Mary Corbin
Sies is an Associate Professor in the Department of American
Studies, an affiliate faculty member of the Women's Studies Program, and
Acting Director of the Graduate Program in Historic Preservation. A
specialist in material culture studies, she is an expert in the social,
cultural, architectural, and planning history of American suburbia. In
addition to AMST 205, she sometimes teaches AMST 211 (Technology and
American Values), AMST 330 (Critics of American Culture), and a course on
American Suburbia. In real life she is a sports fanatic, lover of the
great
outdoors, and intrepid explorer in search of obscure and remote
architectural sites. She resides in Gainesville, Florida, where
she and her husband spend their time serving their cat, Ollie, and
fashioning pointed artifacts to keep the alligators out of their suburban
backyard.
Greetings from Psyche A.
Williams a doctoral student in AMST who also
received her MA from the Department in December. Now to move away from
the 3rd person....I am studying how African-American women are
represented in museum exhibitions and hope to create a virtual ex for my
dissertation. I will be inundated with museum stuff this semester so by
the end I might qualify as a semi-guru. In my other life I like, no
love, watching t.v. and reading mysteries (especially the scary
suspenseful ones). Have a great semester.
Hardcore gardener and Internet junkie, David Silver
is currently pursuing his masters in American Studies at the University
of Maryland, at College Park. His academic interests are dangerously
similar to his real life obsessions, and both usually revolve around
computers, the Internet, and virtual communities. A former resident of
sunny Los Angeles, David now resides in College Park, Maryland where he
can walk his dogs without fear of drive-bys.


** Requirement **
Which lines in the records below contain the word "profile"? Copy each of them.

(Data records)
☆ ☆ ☆ ☆

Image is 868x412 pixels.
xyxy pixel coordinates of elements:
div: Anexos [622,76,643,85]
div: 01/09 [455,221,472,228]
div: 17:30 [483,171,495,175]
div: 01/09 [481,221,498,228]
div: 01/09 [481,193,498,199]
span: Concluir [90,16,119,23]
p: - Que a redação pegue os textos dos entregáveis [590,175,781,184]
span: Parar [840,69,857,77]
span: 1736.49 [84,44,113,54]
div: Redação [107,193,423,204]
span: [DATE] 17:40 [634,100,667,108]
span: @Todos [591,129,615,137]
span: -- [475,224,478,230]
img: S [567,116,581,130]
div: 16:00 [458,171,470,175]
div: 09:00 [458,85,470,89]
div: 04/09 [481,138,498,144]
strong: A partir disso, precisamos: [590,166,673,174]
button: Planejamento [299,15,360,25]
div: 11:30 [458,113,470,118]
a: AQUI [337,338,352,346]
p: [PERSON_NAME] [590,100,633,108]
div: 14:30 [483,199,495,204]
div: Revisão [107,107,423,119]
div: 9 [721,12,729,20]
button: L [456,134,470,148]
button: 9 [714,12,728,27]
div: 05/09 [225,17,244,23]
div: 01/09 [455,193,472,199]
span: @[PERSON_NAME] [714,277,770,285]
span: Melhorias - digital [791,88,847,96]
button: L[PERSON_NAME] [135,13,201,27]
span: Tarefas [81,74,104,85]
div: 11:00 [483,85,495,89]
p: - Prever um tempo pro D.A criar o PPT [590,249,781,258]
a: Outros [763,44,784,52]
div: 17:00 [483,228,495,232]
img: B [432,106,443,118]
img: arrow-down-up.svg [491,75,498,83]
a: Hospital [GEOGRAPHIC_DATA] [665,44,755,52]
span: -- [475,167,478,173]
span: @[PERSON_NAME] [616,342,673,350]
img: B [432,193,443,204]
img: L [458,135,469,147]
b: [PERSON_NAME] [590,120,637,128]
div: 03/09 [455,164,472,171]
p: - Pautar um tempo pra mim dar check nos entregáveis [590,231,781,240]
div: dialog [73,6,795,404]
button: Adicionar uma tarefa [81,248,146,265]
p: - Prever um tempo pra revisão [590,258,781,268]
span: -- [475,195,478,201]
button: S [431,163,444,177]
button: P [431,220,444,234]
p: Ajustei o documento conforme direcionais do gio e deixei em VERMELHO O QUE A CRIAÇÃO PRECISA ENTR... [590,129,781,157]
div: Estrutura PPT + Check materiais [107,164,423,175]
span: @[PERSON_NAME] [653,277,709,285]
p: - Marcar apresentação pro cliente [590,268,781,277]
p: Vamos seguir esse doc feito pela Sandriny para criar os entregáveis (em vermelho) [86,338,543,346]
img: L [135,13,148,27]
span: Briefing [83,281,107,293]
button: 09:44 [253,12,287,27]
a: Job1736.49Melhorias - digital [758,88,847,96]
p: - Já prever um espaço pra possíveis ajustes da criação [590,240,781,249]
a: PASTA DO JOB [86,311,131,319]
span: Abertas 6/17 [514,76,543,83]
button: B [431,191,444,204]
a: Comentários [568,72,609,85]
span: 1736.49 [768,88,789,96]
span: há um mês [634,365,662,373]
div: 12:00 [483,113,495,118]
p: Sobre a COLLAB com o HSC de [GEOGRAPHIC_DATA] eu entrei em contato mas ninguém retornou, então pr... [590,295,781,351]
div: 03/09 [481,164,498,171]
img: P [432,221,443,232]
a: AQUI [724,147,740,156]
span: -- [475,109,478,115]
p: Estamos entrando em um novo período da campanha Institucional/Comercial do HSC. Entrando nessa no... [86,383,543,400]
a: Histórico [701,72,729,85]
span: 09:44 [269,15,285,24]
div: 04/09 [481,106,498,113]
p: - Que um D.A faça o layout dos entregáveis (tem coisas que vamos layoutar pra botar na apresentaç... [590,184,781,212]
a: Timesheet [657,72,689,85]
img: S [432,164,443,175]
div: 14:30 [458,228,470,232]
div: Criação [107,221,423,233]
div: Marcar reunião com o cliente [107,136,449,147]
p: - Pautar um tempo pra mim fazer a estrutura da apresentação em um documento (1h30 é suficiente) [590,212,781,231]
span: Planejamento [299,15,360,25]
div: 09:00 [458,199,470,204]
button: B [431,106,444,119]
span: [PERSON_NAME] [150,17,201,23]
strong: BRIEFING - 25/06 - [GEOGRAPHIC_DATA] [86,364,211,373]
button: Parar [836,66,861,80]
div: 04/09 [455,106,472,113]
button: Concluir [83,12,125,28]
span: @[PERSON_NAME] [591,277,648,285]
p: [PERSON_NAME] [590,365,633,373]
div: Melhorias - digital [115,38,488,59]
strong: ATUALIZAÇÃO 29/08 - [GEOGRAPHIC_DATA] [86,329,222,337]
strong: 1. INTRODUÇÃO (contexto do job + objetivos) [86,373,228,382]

☆ ☆ ☆ ☆

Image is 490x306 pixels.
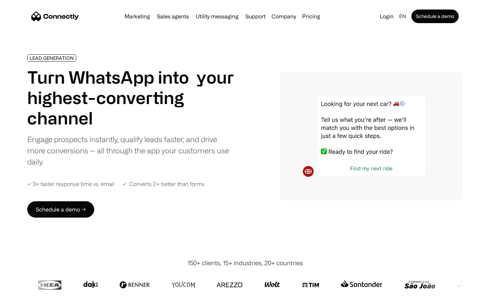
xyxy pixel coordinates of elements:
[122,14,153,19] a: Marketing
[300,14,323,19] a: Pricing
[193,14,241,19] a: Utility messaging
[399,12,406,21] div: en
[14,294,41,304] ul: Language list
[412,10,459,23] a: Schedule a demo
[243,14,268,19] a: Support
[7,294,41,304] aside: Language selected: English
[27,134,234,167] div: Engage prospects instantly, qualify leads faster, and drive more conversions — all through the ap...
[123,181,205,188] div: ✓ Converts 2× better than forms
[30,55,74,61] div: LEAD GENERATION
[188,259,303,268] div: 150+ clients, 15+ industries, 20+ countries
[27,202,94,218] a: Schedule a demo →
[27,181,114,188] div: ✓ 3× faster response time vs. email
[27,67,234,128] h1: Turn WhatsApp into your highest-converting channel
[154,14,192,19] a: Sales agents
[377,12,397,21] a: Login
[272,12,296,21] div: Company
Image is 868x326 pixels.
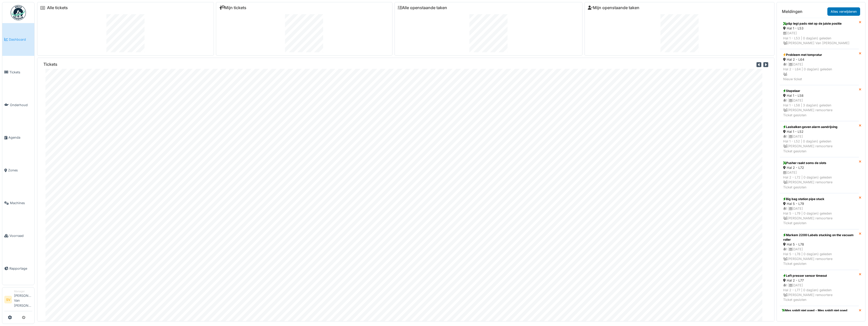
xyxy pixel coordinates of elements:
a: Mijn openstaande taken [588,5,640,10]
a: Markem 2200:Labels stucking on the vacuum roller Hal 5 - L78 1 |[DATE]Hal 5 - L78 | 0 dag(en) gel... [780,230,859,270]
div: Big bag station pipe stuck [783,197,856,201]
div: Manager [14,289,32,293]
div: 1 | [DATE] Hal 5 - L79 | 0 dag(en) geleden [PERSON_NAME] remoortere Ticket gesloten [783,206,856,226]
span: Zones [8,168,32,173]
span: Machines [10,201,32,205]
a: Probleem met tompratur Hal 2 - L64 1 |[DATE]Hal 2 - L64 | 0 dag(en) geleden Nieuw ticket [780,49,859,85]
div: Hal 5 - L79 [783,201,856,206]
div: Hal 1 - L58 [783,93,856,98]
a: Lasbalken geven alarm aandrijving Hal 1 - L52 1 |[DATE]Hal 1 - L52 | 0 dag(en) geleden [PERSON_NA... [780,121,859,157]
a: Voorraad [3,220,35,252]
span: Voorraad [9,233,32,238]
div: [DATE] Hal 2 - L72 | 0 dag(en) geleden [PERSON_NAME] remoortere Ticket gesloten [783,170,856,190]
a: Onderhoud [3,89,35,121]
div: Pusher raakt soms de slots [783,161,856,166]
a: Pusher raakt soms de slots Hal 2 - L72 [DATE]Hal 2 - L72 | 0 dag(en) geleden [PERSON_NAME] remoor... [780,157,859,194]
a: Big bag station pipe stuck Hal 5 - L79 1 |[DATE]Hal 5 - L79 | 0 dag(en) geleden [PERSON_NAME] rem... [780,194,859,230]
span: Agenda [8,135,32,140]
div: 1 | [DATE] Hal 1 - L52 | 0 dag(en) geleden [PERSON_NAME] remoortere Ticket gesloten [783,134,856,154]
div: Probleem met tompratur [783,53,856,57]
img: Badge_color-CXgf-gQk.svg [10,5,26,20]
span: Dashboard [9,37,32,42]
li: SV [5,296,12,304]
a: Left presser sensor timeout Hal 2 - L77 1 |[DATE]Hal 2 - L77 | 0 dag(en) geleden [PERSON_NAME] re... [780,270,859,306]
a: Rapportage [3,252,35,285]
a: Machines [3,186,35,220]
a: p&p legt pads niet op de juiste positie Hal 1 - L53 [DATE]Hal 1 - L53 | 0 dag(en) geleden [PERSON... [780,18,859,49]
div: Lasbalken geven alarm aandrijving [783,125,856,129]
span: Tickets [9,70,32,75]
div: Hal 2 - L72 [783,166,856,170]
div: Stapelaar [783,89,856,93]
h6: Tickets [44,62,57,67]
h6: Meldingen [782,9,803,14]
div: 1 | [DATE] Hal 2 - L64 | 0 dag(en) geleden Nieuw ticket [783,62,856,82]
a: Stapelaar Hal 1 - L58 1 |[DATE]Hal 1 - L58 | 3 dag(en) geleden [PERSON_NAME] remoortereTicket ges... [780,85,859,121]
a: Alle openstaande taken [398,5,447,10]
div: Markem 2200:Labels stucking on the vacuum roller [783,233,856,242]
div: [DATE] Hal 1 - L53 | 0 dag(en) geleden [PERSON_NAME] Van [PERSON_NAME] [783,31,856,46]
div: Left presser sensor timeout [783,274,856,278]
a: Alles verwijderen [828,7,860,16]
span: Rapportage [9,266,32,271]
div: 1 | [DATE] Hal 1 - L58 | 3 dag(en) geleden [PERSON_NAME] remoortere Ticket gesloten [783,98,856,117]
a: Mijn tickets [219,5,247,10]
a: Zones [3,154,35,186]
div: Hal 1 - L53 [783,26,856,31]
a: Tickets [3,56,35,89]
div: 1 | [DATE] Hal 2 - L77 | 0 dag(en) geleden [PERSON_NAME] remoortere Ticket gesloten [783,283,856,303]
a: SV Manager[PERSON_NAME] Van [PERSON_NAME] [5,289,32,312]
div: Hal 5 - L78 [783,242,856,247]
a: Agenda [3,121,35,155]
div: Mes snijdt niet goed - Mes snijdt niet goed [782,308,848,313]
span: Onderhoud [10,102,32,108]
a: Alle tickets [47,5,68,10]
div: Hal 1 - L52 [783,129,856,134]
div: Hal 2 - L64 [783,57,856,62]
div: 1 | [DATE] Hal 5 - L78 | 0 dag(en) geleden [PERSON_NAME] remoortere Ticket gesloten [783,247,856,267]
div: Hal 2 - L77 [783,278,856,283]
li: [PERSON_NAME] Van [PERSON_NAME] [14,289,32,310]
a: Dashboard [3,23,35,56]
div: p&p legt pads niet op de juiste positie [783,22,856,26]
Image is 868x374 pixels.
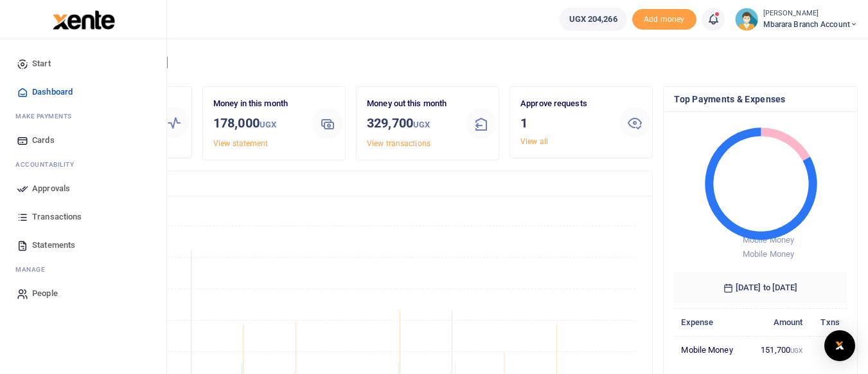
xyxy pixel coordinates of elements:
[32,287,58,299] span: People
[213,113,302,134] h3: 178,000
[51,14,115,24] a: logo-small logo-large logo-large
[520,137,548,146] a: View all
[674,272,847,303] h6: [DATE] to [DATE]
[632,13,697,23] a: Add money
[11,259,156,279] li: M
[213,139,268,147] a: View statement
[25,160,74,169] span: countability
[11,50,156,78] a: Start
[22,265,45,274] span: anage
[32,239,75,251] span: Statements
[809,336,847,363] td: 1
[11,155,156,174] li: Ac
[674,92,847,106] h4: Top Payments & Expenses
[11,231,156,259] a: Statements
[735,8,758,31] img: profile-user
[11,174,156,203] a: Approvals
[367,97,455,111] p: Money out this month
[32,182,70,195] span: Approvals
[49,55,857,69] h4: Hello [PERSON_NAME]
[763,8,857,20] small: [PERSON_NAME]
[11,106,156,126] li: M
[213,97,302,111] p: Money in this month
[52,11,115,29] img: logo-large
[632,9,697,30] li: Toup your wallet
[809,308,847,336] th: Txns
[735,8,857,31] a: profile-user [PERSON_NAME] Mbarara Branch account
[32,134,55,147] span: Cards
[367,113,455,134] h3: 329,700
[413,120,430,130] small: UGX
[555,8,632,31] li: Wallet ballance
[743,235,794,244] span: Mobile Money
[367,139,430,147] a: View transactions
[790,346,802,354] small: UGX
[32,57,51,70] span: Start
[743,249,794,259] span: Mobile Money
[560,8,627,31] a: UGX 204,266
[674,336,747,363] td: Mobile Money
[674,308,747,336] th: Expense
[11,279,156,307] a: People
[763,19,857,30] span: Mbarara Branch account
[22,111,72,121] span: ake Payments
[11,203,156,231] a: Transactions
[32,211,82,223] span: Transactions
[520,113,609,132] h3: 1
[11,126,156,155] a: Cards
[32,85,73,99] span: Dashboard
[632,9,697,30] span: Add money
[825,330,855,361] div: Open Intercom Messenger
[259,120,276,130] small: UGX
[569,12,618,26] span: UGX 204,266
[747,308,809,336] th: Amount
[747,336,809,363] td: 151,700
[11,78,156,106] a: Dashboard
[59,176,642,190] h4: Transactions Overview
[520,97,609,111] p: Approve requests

☆ ☆ ☆ ☆

** Task result **
[735,8,758,31] img: profile-user
[735,8,857,31] a: profile-user [PERSON_NAME] Mbarara Branch account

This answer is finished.